Tuesday, October 18, 2022

Science and Fiction

 


Once upon a time (it was in the last century), I was a scientist. My field of research was symbiosis, using green hydra as a research model for interactions between animal hosts and single-celled algae inside host cells -- reef-forming corals are the most well-known example of this kind of relationship, but hydra are easier to grow in the lab, and because they mostly reproduce by asexual budding, you can cultivate relatively uniform clones. I had a couple of incubators stacked with glass trays of one particular clone, and another incubator that gently rocked flasks of a cultured strain of their green algal partner. I had amino acids laced with radioactive isotopes used to track metabolic uptake in the fridge, and an HPLC set up to separate and measure levels of amino acids in animal and algal extracts. One of my postgrads maintained an aquarium containing corals, sea anemones and a couple of clown fish. And so on.

I was also, in the later stages of my science career, a published science fiction author. The Secret of Life, published a few years after I became a full-time writer, and just now republished as a Gollanz Masterwork, is my attempt to write a novel that tapped into my life in the labs, foregrounding the practice and culture of science through the career of its central character, Mariella Anders. It's also a science thriller turning on the speculation, advanced by Peter Davies and others, that all of life on Earth may be decended from microbial life that first evolved on Mars, and the rivalries, politics and commercial chicanery Mariella must navigate to arrive at the truth.

This edition has been lightly edited to make a couple of topographical corrections and fix inconsistencies, continuity glitches and minor rough patches that for the most part are noticeable only to me. Some of the science has dated, as science often does, and we know far more about Mars now -- especially what it's like to rove about on its surface -- than we did at the turn of the century. But the idea of a global biological crisis involving a protean organism that thwarts attempts to control it does, perhaps, have an interesting resonance with one of our present ongoing crises.

1 Comments:

Blogger Bars and Blood said...

I thoroughly enjoyed The Secret of Life and consumed it over a couple of days after luckily discovering an original hardback quite by chance in a second hand book store. Looking out for more of your stuff. Do I detect a smidgen of Kim Robinson here and there? You two seem to occupy overlapping areas so I would be surprised of you did not swap notes from time to time.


# TASK OBJECTIVE
Whenever a line contains the string "Östersund", copy it out of the entries.

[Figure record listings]
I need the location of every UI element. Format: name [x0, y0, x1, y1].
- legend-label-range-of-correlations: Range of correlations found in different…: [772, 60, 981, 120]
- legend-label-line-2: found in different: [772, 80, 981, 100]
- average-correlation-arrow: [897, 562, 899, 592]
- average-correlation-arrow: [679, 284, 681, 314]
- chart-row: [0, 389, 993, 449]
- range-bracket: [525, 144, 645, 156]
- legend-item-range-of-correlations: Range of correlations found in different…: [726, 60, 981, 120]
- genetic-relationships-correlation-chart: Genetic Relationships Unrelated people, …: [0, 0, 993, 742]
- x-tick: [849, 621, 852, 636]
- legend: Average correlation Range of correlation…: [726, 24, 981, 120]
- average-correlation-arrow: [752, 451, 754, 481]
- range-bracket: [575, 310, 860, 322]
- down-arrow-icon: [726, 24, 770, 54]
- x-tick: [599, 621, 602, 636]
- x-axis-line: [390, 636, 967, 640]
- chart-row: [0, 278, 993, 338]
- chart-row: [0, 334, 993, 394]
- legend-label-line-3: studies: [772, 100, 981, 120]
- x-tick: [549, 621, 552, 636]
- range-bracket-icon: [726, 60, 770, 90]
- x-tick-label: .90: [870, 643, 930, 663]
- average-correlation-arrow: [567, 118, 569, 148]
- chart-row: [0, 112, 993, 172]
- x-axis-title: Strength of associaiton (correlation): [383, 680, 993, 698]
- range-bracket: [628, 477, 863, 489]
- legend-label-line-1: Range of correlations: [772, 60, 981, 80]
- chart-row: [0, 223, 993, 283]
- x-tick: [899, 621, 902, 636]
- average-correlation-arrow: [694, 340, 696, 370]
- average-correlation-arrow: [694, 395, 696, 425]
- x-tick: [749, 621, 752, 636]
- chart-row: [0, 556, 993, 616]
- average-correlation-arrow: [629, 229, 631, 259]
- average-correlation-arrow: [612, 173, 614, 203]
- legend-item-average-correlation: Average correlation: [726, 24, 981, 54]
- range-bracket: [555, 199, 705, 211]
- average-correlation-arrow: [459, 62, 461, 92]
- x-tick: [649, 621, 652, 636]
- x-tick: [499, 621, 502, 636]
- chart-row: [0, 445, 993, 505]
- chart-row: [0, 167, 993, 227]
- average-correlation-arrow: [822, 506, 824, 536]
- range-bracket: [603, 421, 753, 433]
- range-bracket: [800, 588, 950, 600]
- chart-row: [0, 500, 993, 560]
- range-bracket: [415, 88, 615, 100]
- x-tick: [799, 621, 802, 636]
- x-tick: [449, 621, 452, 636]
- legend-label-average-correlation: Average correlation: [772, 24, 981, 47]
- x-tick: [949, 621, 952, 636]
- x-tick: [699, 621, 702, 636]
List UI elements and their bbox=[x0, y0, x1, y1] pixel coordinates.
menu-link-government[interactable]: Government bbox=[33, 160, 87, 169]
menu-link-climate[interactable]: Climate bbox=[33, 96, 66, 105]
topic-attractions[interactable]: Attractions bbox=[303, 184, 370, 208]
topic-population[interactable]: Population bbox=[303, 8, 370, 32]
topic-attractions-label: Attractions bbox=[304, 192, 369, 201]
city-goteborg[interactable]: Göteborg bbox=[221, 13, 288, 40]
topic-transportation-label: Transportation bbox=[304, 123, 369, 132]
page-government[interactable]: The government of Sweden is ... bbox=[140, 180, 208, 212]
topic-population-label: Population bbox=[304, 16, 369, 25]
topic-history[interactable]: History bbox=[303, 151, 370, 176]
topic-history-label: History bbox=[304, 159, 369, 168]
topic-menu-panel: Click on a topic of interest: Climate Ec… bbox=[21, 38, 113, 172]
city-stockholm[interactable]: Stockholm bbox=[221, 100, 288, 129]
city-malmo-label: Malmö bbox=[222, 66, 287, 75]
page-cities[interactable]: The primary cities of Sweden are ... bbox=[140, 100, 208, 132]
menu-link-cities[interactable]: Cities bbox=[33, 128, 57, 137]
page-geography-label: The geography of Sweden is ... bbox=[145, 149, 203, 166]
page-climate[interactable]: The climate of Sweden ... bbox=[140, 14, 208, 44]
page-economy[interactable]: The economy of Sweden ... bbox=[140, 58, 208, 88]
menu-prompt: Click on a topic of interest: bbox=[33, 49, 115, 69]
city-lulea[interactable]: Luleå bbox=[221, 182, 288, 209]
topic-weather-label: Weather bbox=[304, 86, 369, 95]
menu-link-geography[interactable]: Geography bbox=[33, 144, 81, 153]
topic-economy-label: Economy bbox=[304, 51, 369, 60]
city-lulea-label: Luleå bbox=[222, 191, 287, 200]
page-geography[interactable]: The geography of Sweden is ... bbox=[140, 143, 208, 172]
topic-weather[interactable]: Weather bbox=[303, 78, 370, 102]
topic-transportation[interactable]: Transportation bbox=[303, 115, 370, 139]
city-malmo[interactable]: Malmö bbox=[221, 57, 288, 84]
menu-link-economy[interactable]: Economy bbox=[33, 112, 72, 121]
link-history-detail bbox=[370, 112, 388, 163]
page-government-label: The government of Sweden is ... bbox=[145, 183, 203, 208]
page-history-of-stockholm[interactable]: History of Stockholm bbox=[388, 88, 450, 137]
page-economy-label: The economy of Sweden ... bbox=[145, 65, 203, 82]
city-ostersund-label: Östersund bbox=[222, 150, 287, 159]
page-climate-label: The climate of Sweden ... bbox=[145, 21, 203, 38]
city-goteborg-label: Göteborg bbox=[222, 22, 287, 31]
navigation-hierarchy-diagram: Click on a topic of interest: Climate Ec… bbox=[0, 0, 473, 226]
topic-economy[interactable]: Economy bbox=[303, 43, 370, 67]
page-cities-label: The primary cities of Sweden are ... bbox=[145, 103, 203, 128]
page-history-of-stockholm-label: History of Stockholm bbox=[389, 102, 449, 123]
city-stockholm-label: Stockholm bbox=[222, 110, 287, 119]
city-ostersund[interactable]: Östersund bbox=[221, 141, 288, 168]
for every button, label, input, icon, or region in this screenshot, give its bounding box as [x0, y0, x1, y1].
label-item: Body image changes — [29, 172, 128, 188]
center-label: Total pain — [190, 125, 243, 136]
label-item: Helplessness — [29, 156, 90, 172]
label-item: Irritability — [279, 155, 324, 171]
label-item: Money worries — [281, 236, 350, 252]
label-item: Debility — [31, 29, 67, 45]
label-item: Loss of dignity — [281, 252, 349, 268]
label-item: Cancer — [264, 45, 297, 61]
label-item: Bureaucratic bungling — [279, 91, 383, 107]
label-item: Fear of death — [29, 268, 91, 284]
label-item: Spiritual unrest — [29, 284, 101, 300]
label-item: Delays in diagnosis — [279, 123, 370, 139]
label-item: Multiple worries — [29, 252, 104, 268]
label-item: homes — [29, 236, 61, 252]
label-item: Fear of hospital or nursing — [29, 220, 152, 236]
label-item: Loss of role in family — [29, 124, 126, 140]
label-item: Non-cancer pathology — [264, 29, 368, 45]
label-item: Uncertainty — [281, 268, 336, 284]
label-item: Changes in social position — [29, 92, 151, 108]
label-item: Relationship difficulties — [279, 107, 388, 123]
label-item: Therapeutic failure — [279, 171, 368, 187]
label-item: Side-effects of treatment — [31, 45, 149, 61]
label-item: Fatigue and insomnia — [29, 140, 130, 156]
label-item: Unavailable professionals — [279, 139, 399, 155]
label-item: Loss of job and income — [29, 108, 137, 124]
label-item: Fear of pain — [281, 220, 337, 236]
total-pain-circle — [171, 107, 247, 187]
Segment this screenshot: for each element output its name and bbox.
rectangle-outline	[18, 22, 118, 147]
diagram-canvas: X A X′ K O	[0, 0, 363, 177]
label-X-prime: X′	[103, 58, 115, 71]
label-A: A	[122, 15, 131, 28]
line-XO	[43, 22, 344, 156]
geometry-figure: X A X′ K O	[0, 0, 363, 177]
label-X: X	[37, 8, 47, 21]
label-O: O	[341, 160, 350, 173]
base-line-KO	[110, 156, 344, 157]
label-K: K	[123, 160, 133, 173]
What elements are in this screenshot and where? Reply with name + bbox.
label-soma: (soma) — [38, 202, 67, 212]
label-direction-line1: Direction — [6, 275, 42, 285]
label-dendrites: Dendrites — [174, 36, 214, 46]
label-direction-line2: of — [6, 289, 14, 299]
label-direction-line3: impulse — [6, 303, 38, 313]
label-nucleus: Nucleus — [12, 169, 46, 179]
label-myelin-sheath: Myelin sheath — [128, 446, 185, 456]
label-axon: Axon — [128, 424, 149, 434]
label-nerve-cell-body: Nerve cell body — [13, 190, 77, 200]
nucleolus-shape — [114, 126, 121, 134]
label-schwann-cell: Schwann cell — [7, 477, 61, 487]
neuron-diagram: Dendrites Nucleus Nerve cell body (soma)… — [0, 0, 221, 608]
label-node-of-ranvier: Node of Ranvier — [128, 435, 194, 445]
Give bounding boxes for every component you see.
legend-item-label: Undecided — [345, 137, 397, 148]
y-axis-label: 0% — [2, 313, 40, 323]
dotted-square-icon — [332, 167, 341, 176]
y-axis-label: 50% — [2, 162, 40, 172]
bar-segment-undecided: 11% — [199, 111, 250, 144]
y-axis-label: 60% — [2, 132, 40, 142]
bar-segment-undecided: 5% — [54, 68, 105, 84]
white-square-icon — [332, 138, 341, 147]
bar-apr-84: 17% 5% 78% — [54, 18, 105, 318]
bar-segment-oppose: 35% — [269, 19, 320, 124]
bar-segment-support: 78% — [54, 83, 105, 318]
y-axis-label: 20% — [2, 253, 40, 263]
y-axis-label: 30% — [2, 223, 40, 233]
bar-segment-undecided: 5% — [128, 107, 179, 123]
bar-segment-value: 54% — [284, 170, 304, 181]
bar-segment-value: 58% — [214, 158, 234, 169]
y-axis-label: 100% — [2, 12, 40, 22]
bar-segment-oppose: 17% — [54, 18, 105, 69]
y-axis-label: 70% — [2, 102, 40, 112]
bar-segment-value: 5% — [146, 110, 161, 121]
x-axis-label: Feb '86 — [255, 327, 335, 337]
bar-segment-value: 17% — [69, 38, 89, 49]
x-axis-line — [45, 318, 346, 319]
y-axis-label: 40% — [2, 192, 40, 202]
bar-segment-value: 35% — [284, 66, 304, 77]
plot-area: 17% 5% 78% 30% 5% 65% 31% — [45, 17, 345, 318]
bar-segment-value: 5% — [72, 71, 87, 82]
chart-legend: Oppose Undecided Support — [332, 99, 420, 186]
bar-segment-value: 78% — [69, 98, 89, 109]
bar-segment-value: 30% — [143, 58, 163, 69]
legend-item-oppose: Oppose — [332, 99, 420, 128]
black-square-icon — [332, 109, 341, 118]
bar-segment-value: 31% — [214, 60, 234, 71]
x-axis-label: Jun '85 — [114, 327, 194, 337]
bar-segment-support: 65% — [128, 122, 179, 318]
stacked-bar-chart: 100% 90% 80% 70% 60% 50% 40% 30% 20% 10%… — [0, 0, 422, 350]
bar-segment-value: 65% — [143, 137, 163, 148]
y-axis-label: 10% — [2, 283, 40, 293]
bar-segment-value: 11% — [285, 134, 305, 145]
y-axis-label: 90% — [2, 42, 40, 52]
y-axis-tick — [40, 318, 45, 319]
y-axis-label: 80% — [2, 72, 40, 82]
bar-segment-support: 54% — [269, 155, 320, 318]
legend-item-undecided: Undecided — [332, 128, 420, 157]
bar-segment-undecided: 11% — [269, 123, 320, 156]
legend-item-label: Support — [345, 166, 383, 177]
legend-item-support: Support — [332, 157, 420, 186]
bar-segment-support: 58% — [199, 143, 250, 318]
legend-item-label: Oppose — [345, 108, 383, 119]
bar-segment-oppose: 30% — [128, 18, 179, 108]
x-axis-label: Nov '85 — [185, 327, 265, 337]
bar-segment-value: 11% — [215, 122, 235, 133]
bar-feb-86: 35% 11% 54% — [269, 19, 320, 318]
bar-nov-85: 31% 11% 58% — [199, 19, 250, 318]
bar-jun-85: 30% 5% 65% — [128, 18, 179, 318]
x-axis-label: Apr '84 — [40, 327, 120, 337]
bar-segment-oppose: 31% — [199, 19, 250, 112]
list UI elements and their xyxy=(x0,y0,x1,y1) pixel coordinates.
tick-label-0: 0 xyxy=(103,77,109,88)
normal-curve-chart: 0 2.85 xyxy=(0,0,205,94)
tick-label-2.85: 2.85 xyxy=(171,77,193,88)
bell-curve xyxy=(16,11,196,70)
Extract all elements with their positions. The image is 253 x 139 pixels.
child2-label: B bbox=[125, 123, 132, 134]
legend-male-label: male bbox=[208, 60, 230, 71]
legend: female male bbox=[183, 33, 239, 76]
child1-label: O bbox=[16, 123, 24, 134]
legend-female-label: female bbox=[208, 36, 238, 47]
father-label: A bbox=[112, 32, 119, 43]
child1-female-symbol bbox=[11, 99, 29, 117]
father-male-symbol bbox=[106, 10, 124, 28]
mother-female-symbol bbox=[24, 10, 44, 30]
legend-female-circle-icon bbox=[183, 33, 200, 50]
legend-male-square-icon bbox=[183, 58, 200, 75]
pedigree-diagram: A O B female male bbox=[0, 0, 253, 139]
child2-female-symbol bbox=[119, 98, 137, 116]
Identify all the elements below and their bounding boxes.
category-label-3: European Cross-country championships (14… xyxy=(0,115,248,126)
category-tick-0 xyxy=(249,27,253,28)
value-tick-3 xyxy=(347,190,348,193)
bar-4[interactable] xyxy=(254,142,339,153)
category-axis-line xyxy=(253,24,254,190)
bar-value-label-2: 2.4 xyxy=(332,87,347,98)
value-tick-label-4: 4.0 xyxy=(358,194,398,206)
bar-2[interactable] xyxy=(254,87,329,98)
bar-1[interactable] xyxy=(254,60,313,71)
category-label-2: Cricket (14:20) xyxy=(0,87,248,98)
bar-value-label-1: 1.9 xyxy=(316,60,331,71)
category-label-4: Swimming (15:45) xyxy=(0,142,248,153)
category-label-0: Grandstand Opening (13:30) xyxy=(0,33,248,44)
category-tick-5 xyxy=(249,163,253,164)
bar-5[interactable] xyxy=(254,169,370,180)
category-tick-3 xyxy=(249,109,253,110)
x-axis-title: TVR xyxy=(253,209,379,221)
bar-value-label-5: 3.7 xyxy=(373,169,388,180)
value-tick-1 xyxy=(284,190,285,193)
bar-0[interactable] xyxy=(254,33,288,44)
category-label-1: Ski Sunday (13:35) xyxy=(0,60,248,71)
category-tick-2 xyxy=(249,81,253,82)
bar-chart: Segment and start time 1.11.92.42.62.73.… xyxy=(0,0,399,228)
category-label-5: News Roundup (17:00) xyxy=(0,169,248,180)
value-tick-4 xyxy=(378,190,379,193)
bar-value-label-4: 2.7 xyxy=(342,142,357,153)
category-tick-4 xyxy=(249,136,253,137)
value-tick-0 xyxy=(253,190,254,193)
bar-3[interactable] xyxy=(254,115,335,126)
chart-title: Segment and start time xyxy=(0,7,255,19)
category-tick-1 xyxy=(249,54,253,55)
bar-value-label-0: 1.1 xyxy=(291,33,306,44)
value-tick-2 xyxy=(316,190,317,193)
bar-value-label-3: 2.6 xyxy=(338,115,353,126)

# SOLUTION TO THIS TASK
city-ostersund-label: Östersund bbox=[222, 150, 287, 159]
city-ostersund[interactable]: Östersund bbox=[221, 141, 288, 168]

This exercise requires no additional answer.